Argument
Andrew Tyndall Anthony McCall
Argument is a provocative, multi-layered film essay, a trenchant analysis of the media and remains a critically relevant and critically inflammatory tract.
Arika have been creating events since 2001. The Archive is space to share the documentation of our work, over 600 events from the past 20 years. Browse the archive by event, artists and collections, explore using theme pairs, or use the index for a comprehensive overview.
Argument is a provocative, multi-layered film essay, a trenchant analysis of the media and remains a critically relevant and critically inflammatory tract.
An informal conversation, over breakfast, about how abolition and movement work structures Mijke and Nat’s approach to transfeminism, ahead of their new book Trans Femme Futures.
Politicised fan-fiction chronicling working class gay urban space and fantasy.
How do we gesture to the invisible, the trans or the obscure? A performative conversation between boychild and Fernando, a sharing of gestures, and a bodily back and forth between mathematician and dance artist.
We asked Christoph to come and give a sort of informal talk, raising some of his ideas about sound and image, and playing/ showing a few examples.
A stroboscopic and intense sensory overload of flashing abstract forms, cut to ribbons by modified projectors.
60 minutes of hard ass minimal film, projected onto a weather balloon and accompanied by the inspired poetic rant of a visionary Frenchman.
Solo organ performance by German composer Eva-Maria Houben, which focuses on ‘nearly nothing’ to expand the way we listen.
In Ramayya’s visionary poetry, the body assumes as many forms as love produces states: attraction and repulsion, excitement and exhaustion, selfishness and the dissolution of self.
In this workshop we will imagine ourselves as time travellers from a glorious and chaotic neurodivergent-led future.
Taku’s actions strip back musical performance to one of its original proposals: what is an action and how does it create a situation for spending time together, for paying attention?
Vanessa Place talks at The Friday Event series at the Glasgow School of Art about her practice as a writer.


**THE TASK**. Look through the lines below and extract each one that contains "figure".

*** RECORDED INFORMATION

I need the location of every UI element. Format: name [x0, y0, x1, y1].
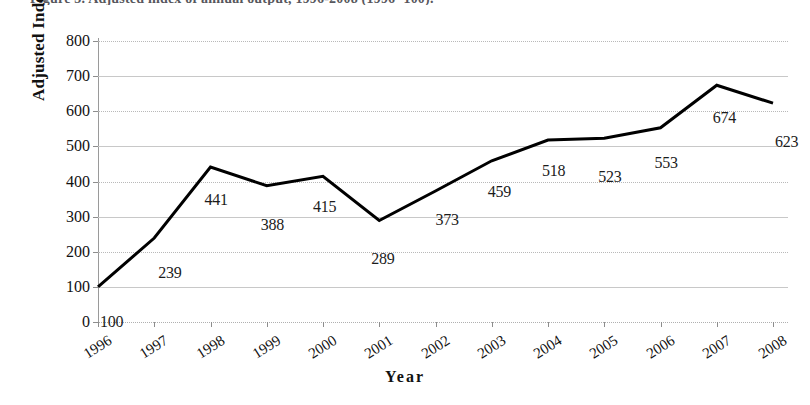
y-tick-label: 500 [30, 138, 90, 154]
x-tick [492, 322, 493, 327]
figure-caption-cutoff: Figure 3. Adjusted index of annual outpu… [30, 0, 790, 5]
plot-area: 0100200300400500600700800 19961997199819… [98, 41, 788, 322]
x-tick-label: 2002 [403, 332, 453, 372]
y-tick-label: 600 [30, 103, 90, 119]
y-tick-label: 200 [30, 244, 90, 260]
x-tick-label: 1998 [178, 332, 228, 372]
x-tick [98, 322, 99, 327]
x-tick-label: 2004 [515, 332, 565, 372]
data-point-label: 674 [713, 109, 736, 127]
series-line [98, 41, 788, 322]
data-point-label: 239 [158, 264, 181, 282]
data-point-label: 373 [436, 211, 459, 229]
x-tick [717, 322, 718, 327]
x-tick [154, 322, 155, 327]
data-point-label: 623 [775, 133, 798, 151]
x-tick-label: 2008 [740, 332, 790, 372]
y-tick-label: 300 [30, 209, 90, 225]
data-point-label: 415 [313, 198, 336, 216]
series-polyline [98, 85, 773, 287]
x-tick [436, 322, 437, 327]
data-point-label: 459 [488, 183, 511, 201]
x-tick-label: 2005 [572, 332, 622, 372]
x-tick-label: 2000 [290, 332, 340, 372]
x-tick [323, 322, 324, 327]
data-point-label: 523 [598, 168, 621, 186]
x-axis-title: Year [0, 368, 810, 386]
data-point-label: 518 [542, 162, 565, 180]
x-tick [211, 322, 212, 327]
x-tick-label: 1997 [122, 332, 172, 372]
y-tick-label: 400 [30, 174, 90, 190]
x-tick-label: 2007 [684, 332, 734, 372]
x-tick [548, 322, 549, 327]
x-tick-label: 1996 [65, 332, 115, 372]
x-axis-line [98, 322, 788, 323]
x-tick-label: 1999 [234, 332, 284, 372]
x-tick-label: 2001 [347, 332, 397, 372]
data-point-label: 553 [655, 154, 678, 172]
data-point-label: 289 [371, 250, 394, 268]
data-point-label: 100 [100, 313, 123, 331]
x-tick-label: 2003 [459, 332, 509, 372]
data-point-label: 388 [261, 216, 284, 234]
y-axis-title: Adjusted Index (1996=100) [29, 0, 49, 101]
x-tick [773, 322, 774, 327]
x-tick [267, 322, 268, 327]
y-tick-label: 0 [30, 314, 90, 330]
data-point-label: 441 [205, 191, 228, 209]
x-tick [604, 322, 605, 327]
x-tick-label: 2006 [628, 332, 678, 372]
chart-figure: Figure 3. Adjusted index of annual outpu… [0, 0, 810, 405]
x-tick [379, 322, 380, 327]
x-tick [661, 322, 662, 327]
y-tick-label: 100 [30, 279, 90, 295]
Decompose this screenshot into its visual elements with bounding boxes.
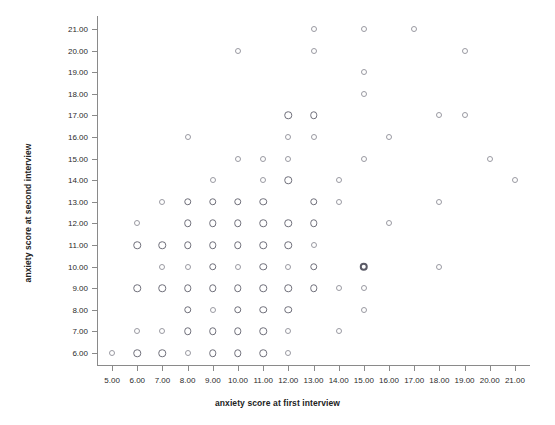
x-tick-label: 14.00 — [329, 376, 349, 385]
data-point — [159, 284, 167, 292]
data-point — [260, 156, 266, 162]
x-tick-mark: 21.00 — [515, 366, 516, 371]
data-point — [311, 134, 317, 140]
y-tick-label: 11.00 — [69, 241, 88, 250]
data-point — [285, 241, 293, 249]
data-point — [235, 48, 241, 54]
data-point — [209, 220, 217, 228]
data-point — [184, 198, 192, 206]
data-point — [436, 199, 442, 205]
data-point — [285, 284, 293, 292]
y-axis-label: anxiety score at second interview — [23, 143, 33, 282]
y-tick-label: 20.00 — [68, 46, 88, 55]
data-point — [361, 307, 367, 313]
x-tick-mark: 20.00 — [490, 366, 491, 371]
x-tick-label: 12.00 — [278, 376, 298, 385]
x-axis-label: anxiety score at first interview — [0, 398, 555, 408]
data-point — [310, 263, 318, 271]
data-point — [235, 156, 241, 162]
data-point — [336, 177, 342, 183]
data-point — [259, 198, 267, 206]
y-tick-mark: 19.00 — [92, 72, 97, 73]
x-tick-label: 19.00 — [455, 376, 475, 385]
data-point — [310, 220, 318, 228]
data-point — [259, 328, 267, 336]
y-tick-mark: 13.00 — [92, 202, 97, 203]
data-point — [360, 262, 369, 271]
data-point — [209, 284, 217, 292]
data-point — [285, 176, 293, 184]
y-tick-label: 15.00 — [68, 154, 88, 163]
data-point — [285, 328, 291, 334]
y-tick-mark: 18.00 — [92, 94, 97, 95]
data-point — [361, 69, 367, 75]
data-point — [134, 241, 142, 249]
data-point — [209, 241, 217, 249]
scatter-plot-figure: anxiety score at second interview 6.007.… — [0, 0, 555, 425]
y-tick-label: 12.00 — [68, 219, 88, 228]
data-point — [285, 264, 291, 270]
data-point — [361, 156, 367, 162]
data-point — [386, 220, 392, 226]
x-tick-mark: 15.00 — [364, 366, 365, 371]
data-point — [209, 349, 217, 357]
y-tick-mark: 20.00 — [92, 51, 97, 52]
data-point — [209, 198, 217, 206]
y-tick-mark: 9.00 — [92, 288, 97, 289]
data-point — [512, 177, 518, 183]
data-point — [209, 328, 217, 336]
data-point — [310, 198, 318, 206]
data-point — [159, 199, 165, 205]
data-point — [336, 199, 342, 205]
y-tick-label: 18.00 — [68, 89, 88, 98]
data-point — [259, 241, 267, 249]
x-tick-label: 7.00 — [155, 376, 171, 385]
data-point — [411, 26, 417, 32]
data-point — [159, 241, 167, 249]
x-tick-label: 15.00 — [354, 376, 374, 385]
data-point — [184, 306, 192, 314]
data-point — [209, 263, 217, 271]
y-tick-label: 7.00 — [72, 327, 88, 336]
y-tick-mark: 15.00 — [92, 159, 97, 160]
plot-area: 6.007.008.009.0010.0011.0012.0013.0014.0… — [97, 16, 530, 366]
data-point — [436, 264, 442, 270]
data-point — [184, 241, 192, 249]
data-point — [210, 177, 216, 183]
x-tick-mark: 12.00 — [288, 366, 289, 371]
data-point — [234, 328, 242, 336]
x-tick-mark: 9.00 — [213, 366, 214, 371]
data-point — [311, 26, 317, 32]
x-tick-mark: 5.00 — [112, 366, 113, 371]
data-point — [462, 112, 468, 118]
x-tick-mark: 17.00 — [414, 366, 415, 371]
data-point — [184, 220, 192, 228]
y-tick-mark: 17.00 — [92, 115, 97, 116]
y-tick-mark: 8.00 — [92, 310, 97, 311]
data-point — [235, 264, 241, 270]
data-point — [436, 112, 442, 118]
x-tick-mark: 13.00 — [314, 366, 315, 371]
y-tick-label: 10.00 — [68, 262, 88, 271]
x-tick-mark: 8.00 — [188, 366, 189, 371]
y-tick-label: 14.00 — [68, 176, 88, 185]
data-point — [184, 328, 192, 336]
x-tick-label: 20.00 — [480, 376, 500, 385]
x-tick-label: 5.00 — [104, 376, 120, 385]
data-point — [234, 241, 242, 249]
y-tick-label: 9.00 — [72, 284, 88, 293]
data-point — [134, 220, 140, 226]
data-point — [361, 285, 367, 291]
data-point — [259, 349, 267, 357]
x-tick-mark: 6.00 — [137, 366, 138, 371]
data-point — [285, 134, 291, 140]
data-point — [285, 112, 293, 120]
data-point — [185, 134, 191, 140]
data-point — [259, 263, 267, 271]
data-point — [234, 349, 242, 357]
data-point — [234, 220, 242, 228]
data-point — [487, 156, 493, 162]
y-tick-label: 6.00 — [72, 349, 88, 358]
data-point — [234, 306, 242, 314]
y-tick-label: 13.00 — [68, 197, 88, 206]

******
*** RECORDED INFORMATION

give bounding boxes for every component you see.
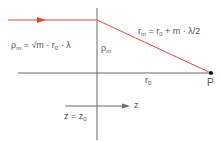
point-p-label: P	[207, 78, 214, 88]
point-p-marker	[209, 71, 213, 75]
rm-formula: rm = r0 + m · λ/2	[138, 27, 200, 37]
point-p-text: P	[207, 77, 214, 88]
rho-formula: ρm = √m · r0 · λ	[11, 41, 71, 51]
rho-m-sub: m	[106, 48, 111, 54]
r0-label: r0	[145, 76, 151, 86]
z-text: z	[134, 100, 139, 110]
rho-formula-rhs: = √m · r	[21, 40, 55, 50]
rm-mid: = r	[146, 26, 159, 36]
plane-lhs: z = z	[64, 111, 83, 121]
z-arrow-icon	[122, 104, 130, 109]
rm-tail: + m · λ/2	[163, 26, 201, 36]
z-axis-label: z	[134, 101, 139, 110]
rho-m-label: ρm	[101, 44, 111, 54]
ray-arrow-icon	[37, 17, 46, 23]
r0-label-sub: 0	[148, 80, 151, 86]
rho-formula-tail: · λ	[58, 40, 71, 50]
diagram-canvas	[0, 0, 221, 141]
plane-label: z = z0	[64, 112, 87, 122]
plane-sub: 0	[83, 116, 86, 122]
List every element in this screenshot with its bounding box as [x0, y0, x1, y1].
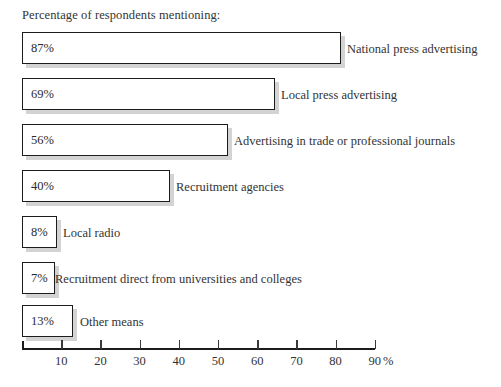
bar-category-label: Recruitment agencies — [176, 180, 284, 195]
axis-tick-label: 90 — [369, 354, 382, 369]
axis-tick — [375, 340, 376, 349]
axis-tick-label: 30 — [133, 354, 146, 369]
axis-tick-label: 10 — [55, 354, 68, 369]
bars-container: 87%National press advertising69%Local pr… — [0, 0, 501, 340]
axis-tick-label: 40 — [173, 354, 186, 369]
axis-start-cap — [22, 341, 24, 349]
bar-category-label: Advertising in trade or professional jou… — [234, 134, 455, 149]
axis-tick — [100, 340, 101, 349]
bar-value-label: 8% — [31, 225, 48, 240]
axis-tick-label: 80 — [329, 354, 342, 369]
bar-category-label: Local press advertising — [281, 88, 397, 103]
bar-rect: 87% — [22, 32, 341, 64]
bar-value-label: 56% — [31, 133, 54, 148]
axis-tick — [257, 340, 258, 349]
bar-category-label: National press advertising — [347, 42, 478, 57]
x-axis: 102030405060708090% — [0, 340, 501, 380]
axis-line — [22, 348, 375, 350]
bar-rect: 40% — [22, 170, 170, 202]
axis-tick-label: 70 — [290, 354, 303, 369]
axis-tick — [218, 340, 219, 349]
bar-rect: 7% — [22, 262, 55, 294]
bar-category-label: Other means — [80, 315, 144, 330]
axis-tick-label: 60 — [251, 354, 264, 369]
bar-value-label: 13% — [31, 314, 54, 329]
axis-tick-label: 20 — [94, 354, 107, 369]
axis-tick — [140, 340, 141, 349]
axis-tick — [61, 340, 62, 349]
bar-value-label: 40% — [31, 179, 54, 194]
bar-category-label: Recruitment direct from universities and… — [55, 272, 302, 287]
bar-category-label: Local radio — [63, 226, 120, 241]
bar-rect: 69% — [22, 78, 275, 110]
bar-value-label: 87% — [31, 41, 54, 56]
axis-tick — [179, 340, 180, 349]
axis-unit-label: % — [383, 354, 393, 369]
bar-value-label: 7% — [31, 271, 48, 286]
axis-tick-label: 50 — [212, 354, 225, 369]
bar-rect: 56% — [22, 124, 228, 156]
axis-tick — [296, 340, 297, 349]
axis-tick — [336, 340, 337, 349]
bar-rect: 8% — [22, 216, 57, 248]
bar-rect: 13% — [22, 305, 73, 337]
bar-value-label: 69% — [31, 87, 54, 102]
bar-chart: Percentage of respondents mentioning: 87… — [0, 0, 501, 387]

******

**ANSWER**.
figure-caption-cutoff: Figure 3. Adjusted index of annual outpu… [30, 0, 790, 5]
chart-figure: Figure 3. Adjusted index of annual outpu… [0, 0, 810, 405]
scatter-plot-figure: anxiety score at second interview 6.007.… — [0, 0, 555, 425]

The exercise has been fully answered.